"The Doomsday Fest, 'Exploring our collective fascination with the Apocalypse in film, art and culture' since 2009, will be held this weekend at 92YTribeca," notes the L's Mark Asch. Adds Alt Screen at the top its roundup on Steve De Jarnett's Miracle Mile (1989): "Invigoratingly curated, and full of good-natured and intelligent deliberation, its worth a trip into the wormhole. Costumes are encouraged." Whether or not you can make it, prepare for the End of Days with Catherine Grant's handy study guide, "Links of Doom and Disaster! Apocalyptic Film and Moving Image Studies." The animation above, by the way, is the work of Eyal Gever.
The Legend of Taylor Mead will be celebrated all weekend, starting tonight, at the Harvard Film Archive.
The Wages of Fear: The Films of Henri-Georges Clouzot is on at the TIFF Bell Lightbox in Toronto through November 29. Blake Williams has an overview at Ioncinema.
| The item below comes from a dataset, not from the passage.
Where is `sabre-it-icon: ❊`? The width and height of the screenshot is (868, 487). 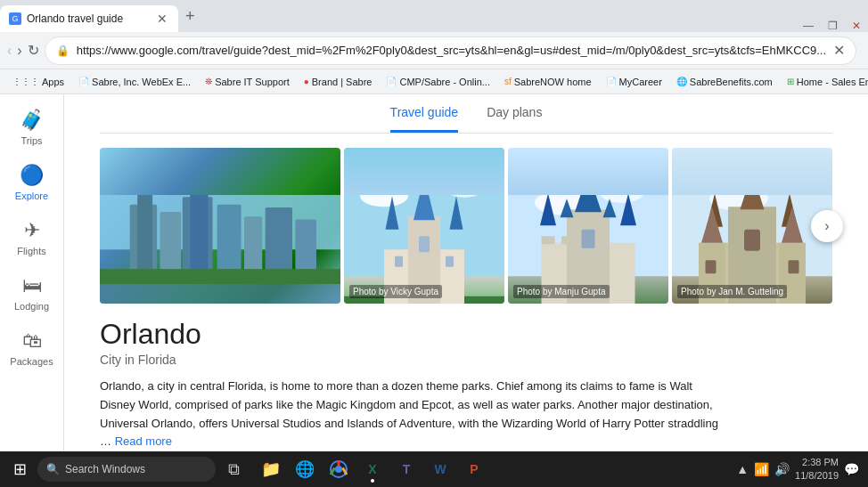
sabre-it-icon: ❊ is located at coordinates (209, 82).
Sean Durkin's Martha Marcy May Marlene and Alexander Payne's The Descendants emerge as frontrunners for the 21st Gotham Independent Film Awards, albeit with just three nominations each. IndieWIRE's Peter Knegt has the full list.
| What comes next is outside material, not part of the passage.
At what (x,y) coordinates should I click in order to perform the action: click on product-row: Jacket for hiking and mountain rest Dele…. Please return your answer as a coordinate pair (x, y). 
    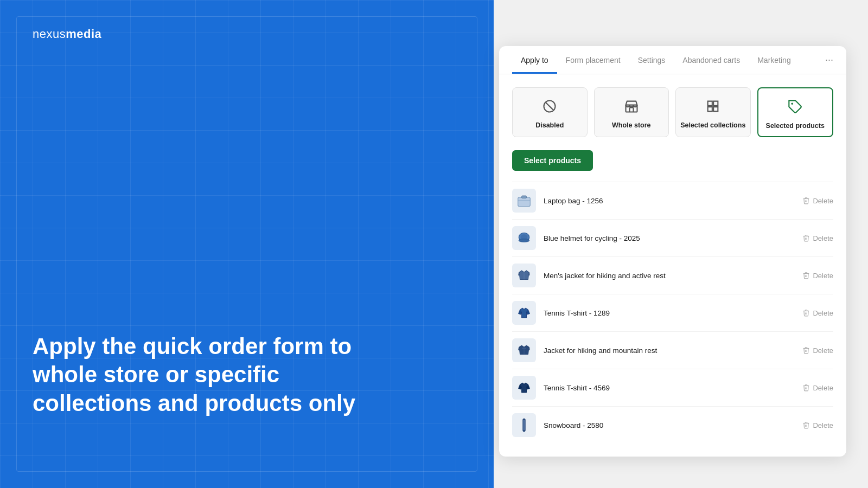
    Looking at the image, I should click on (673, 350).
In the works. Carey Mulligan will join Oscar Isaac in Joel and Ethan Coen's Inside Llewyn Davis and Joaquin Phoenix in Spike Jonze's as-yet-untitled Charlie Kaufman project (Playlist). Lana and Andy Wachowski's "first major science fiction action franchise play since The Matrix" will be Jupiter Ascending (Deadline). Martin Scorsese will direct the pilot for an HBO series that "follows the exploits of a cocaine-fueled record executive in New York City circa 1977, when punk, disco and a new form of music called hip-hop collided," according to Lacey Rose in the Hollywood Reporter. Screenplay's by Terence Winter (Boardwalk Empire), who'll executive produce with Scorsese and Mick Jagger.
Good news, bad news from the San Francisco Film Society. Bingham Ray will be the new executive director, but SF360.org will be shut down.
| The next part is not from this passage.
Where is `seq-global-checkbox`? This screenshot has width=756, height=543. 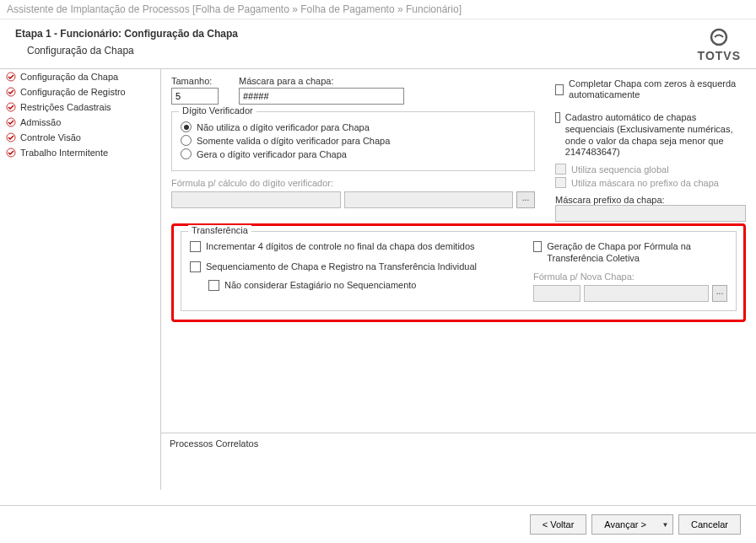 seq-global-checkbox is located at coordinates (560, 169).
"Rock & roll photographer Barry Feinstein, who shot the cover of Bob Dylan's The Times They Are A-Changin, George Harrison's All Things Must Pass, Janis Joplin's Pearl and countless other iconic works, died [yesterday] in upstate New York of natural causes," reports Andy Greene for Rolling Stone. "He was 80…. He worked in Hollywood and Washington, DC, shooting Judy Garland, Steve McQueen, Richard Nixon, John Kennedy and Frank Sinatra and many other icons of the 1960s and 1970s. Feinstein also directed the 1968 cult movie You Are What You Eat."